As the Ensemble realized it, this Lutheran Mass alternated spare recitatives in German by Luther himself, characterized by simplicity and straightforward delivery. They were fluid and subdued; even the convention of having the Evangelist’s words sung in a higher range than Christ’s was subtle. Between these came chorales in German by Luther’s primary musical collaborator, Johann Walter, and, perhaps surprisingly, Josquin, one of the major figures of Catholic church music at the time and some 30 years Luther’s senior. Even more surprisingly, they took portions from Josquin’s Missa de Beata Virgine, dedicated to Mary, and sung them in Latin. Rice notes this as the most popular Mass to be used in Lutheran liturgy, a testament to the quality of the composition despite the Protestant mistrust of Mariolatry. (They simply changed the most objectionable texts to deemphasize that adoration.) An interesting conflation of poetry and prose as well as of German and Latin resulted: an opening chorale by Walter preceded the Kyrie and Gloria from Josquin, then the Collect and Epistle as realized by Luther, and so on. It wasn’t quite complete: the sources Rice used included no setting of Lord’s Prayer, so we did not hear it, and at this concert version, no “congregation” participated.
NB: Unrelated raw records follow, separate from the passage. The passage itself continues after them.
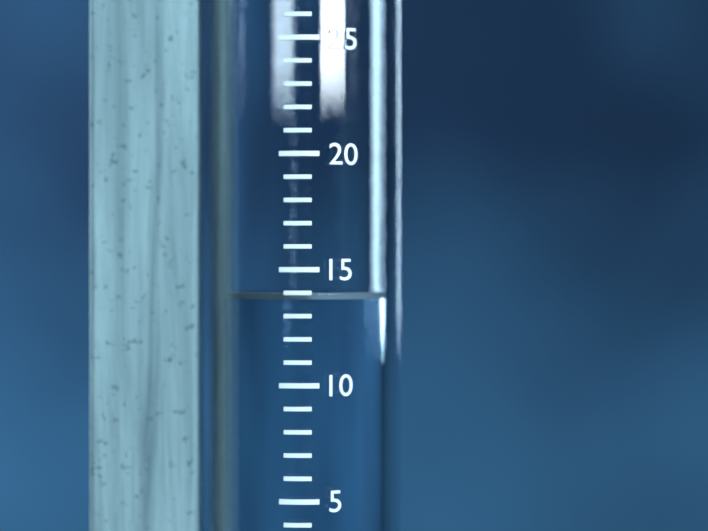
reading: 14 mm
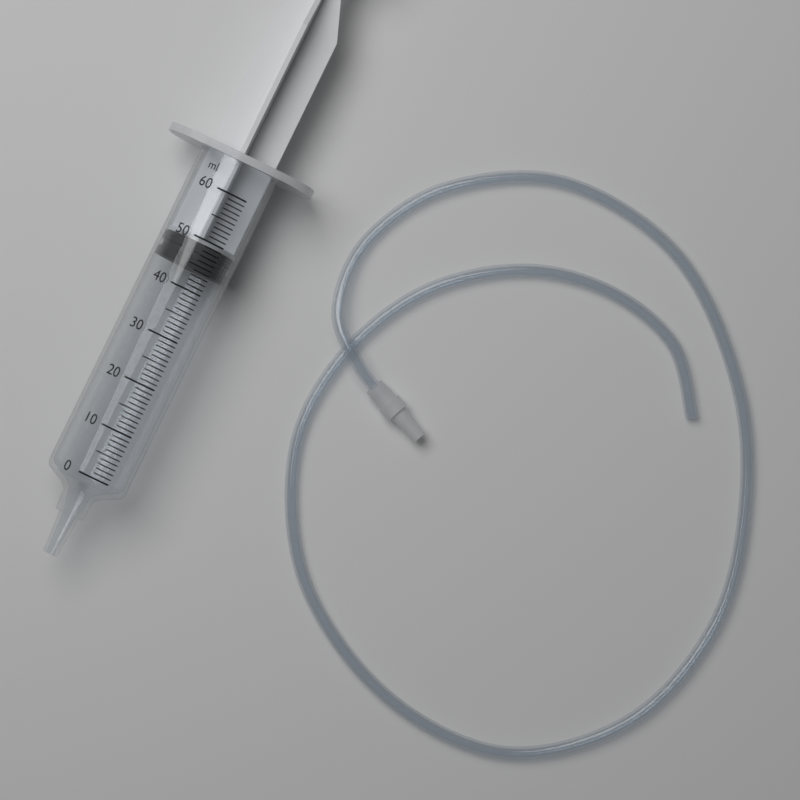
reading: 44 ml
The alternation of Luther, Walter and Josquin provided textural variety, the more elaborate works of the latter set apart by Luther’s utilitarian settings. Where Josquin’s music is architectural, formal and balanced, building up its effects slowly and ineluctably, Walter’s chorales are more elaborate, emotional, expressive. I leave it to the scholars to assess the accuracy or representativeness of the collected works; aesthetically, it rose to top-notch. The alternation of style engaged our intellect, and the Rice’s essay enriched the experience. The immaculate execution positively glowed. Within the constraints of the genre and time, the Ensemble worked with a wide-ranging palette: the “Nu freut euch” of Walter especially radiant, the delivery of the Gospel (John 12:31-36, “Now is the judgment of this world: now shall the prince of this world be cast out”) dark and heavy. With no more than two voices to a part, the intimate chapel at Old South swelled with gorgeously proportioned sound. The singers projected every projected dramatically, and fully realized complexities in all their horizontality and verticality. Soothing but not lulling, richly textured while tasteful and understated, this deep immersion in Luther’s realm fully satisfied.

Brian Schuth graduated from Harvard with a Philosophy degree, so in lieu of a normal career he has been a clarinetist, theater director and software engineer. He currently resides in Boston after spending the last 15 years in Eastport, Maine.